I feel like she’s been holding it against me that I’m not giving her room to be the Savannah Reese who lived in New York for ten years. So I need to make it a point to do so. Just like our talk last night, I’m not going to make her give up that part of herself.
And I’m rewarded with a pleasantly surprised smile. “I appreciate that. But no, I’m getting my same old order.”
“So then, two bacon, egg, and cheese breakfast tacos with extra bacon?” I rattle off.
“With queso drizzled all over them.” She licks her lips.
“Ugh, queso? On breakfast tacos? It’s so … heavy,” I argue.
“Hot spiced cheese? That shit should go on everything.” She waves a hand as if her opinion is fact. “Why, what’s a better option?”
“Guacamole, duh. Fresh, delicious, avocado is by all means a breakfast category of its own these days. You know all about that avocado toast they live off in New York.”
Savannah sticks out her tongue and makes a sour face. “I knew you were going to say that. So gross. I think I’m the only person on the planet who hates guacamole and avocados. It’s just green slime that literally tastes like nothing. I don’t know why you’d want a big slice of that in the middle of your taco.”
“As opposed to warm, melted cheese making everything around it just taste like warm, melted cheese? Doesn’t sound like breakfast food to me.” I fake cringe.

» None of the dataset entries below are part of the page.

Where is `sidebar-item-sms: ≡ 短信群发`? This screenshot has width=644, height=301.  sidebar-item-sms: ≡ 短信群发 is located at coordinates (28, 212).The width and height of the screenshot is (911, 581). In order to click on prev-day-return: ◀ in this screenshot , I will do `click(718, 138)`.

“Then you’re not doing breakfast right.” She crosses her arms over her chest and smiles smugly.
I glance away from the road and rake my gaze down her body. “I was trying to do breakfast right, but somebody stopped me.”

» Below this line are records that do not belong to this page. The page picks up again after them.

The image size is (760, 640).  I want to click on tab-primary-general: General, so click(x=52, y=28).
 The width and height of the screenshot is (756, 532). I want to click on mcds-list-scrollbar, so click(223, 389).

Savannah clucks her tongue, but blushes. “Keep your eyes on the road, horndog. I need some tacos and for you to not kill us because of your blue balls in the process.”
That has me laughing, and I forgot how much I missed that saucy mouth when it was on my side instead of hurling actua
l insults at me.
32
Savannah
Pure chaos plays out in front of my eyes.
Hope and Lori argue over the best way to cut the two roast chickens still sitting in steaming hot pans on the counter. Adeline is trying to corral the children into washing their hands, which has ended up in a water fight in the kitchen. Noah is at the table, spoon-feeding Lori’s youngest while making airplane noises, while Brad hauls in another load of ice to the freezer. And I’m trying to set the table without breaking plates while children of all ages and sizes bump into me.
And then there is Jason, who casually sips a beer while I look on wide-eyed.
“This is pandemonium.” I chuckle to him as he lays out forks on the napkins I’ve set next to each plate.
“Wait until dessert. These kids are like vicious dinosaurs.” He laughs, nodding at Adeline who confirms with an eye roll.
That’s right … he’s a pro at these dinners. He’s been to way more than I have; In all, I’ve only attended one and that was a truncated version with just Adeline’s brood. This is the whole shebang, all eight kids, seven adults, and a couple of mangy dogs running around. It’s loud and too hot in here, but the food smells amazing and I’m kind of loving the energy flowing through the room.
“You’re an expert, huh, Whitney?” I elbow him as we pass on one side of the table.
He tries to grab for me, but I skirt away, not wanting to do that in front of … well, anyone. Jason notices, raises an eyebrow at me, and then frowns.
“What’re you doing?” he asks, not letting it slide.
It’s been approximately four days since we slept together … and have kept sleeping together. If we don’t spend the night at my apartment above The Whistlestop, we’re at Jason’s place. When we’re not working, or with my family, we spend pretty much every other waking hour naked in one of our beds. We have a lot of catching up to do, and apparently we’re really putting in the work when it comes to the physical side.